Heh–I think you added a typo instead. No worries, I think your meaning is clear.

I think this is a valid opinion, just one I don’t share, for what it’s worth. Not every book needs both genders present to my tastes. Some people won’t read books that don’t have both. I don’t think either is right or wrong.

I think a story like Wheel of Time would not have been the same without both genders, their romantic entanglements, and Jordan also created a lot of strong matriarchal societies in his world–he didn’t typically fall into the trap of having female characters who only exist to satisfy a need for the male protagonist to have a love interest. Although I actually find some of Jordan’s portrayals of women to be fairly infantilizing, and some of his interminable chapters that focused on the female characters dragged the books out too much.

Or he could have had his two male hobbits include more women in their writings.

He made up the hobbits. He could have made up gender equalitarian hobbits, or for that matter non-equalitarian hobbits who paid more attention to women. Considering his life and his background, it would have been somewhat surprising if he had; but I really don’t see how you can blame this one on the hobbits.

The written works that have survived very likely exaggerate the patriarchalism.

It’s a fairly common pattern: in any given generation, there are some women doing x – fighting, running businesses, writing much-praised poetry, whatever. A minority, but some. And a whole lot more women working along husbands and fathers and brothers and other women, doing much of the same ordinary day to day work that the men are doing.

And in the next generation, or the one after, or the one after that, the people writing the history books . . . just don’t mention them.

All history writers leave a lot of people out; not everybody fits in the book. All of them make selections. Their assumptions about who matters, whether conscious or unconscious assumptions, warp the results.

I don’t think anybody’s claiming the former. But it was very likely somewhere more in the middle than what Tolkien’s showing.

And women were very often present even when they weren’t considered the actors. Histories (see above) of war rarely discuss the camp followers, but they were there.

I don’t have the book handy, and all the quotes I can find stop just before that point. But yes, in effect she does.

I’ll try to find it; but it may take a while.

Quoting both of the above for agreement.

Tolkien wanted to write other species, so he thought about them. He didn’t think about male/female relationships, because he thought he already knew about them: but what he already knew was limited in ways he took for granted.

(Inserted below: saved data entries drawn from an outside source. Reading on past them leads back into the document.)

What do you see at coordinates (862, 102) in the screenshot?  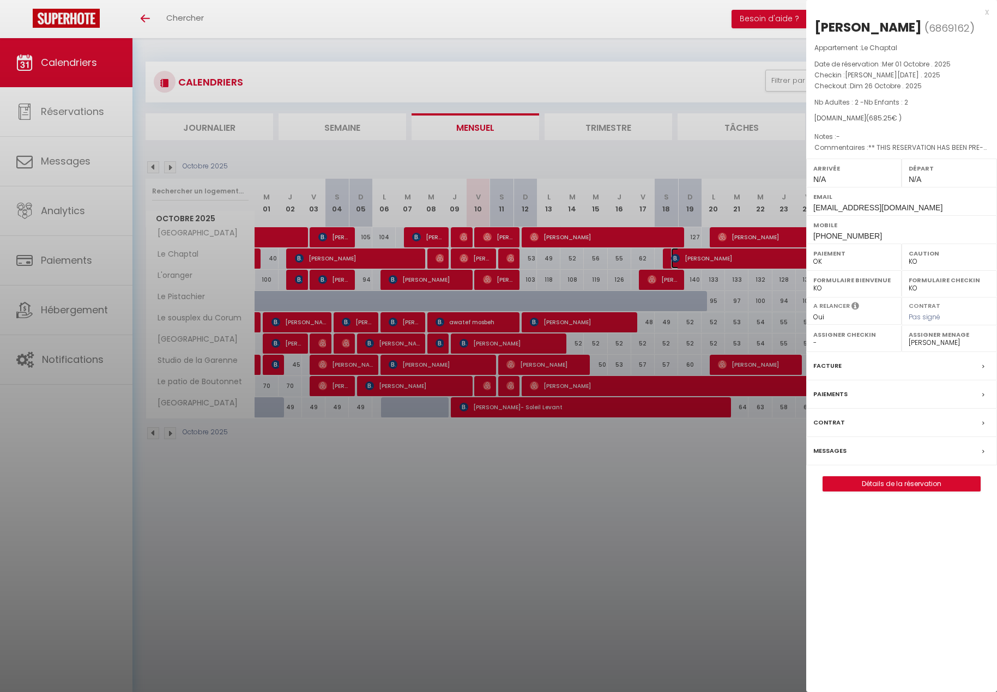 I see `span: Nb Adultes : 2 -` at bounding box center [862, 102].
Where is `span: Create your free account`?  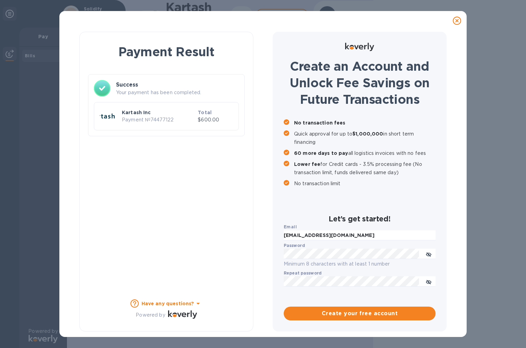
span: Create your free account is located at coordinates (360, 314).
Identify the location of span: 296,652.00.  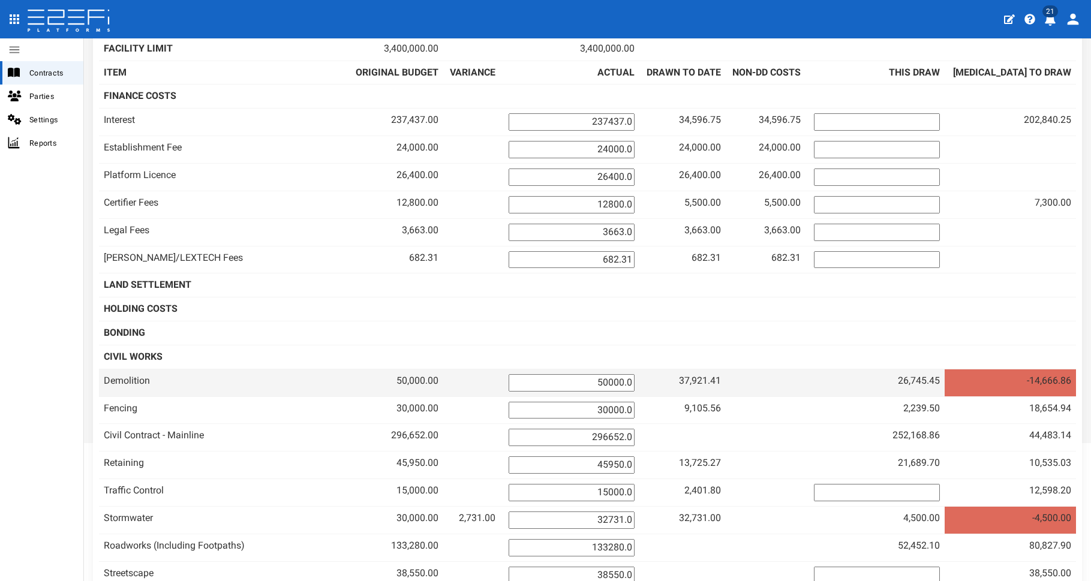
(415, 435).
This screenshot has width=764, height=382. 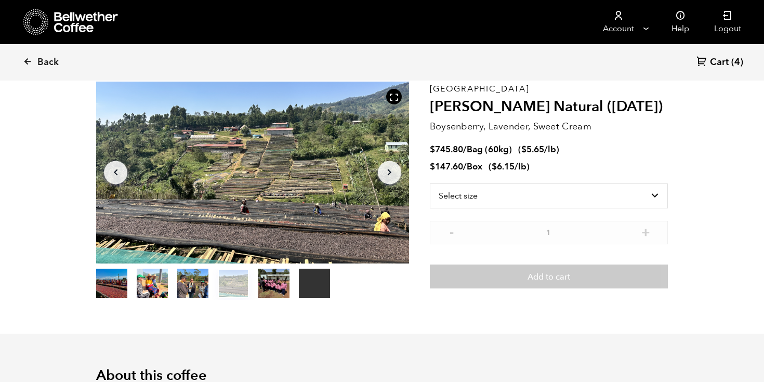 What do you see at coordinates (475, 166) in the screenshot?
I see `span: Box` at bounding box center [475, 166].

FWIW I got like 70 pages into the first Wheel of Time and said good lord what is this nonsense and put it down. There are definitely fantasies that do lots of things better or worse. Tolkien has some absolutely killer action sequences, and the relationship between Sam and Frodo (especially if you get past the constant “Master!” business) is one of the best male friendships I’ve ever read, and I wish I had a male friend as dear to me as Sam is to Frodo. And his descriptive passages are lovely. My criticism of his gender dynamics in no way takes away from the joy I get from his strengths as a writer.